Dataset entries
^^^^^^^^^^^^^^^^

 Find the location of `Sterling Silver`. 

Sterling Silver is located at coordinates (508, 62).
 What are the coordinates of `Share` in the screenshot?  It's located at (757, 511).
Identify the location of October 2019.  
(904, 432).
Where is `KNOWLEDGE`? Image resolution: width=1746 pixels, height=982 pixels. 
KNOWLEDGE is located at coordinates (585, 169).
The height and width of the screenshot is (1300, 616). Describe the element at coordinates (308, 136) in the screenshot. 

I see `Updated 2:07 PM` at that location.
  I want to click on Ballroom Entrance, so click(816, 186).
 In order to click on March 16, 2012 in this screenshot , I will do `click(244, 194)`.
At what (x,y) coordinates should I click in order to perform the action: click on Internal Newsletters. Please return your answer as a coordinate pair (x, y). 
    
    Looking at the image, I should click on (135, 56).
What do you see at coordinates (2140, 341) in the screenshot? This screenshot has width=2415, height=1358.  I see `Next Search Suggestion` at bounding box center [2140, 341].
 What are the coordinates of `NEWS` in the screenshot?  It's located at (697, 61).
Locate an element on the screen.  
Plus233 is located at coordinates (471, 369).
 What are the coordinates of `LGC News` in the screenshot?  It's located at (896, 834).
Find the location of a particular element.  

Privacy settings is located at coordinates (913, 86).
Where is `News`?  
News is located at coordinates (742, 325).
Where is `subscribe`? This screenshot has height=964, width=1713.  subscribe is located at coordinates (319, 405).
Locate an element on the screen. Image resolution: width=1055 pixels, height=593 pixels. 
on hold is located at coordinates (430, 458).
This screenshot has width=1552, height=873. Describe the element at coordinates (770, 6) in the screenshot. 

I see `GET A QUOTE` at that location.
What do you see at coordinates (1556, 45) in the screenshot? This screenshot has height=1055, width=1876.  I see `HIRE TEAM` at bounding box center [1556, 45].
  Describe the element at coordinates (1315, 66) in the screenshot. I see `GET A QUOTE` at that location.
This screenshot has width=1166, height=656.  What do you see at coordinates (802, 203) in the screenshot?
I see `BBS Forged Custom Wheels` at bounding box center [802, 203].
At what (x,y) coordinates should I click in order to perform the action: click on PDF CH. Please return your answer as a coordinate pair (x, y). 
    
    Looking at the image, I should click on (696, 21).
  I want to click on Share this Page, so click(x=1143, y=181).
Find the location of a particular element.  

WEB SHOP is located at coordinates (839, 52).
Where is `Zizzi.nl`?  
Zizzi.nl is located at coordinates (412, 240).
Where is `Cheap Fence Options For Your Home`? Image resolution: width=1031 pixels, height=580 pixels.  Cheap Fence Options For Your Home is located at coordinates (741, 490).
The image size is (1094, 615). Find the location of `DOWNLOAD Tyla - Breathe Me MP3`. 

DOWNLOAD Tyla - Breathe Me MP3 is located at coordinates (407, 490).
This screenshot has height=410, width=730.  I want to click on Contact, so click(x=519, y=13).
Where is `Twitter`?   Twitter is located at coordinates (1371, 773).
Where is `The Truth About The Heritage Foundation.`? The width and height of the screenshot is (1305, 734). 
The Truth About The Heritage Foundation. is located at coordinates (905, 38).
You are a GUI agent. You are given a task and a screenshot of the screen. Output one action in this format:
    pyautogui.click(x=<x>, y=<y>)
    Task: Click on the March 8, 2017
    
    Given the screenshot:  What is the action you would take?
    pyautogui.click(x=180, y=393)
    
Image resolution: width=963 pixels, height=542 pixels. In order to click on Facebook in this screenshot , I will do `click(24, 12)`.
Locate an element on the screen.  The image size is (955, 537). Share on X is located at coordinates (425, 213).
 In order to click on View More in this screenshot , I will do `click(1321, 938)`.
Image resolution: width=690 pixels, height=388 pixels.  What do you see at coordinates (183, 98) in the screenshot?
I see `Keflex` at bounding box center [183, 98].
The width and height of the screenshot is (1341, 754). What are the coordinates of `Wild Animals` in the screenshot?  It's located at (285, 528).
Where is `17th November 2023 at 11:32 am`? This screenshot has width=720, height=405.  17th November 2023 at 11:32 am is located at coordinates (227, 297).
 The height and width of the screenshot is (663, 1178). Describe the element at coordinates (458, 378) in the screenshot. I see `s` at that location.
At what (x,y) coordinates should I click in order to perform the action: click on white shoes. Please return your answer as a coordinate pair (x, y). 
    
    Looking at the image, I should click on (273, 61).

^^^^^^^^^^^^^^^^

*Problem requirements:* Above are the records. Copy every line in them holding "will".

*Worked solution:*
 In order to click on March 16, 2012 in this screenshot , I will do `click(244, 194)`.
Image resolution: width=963 pixels, height=542 pixels. In order to click on Facebook in this screenshot , I will do `click(24, 12)`.
 In order to click on View More in this screenshot , I will do `click(1321, 938)`.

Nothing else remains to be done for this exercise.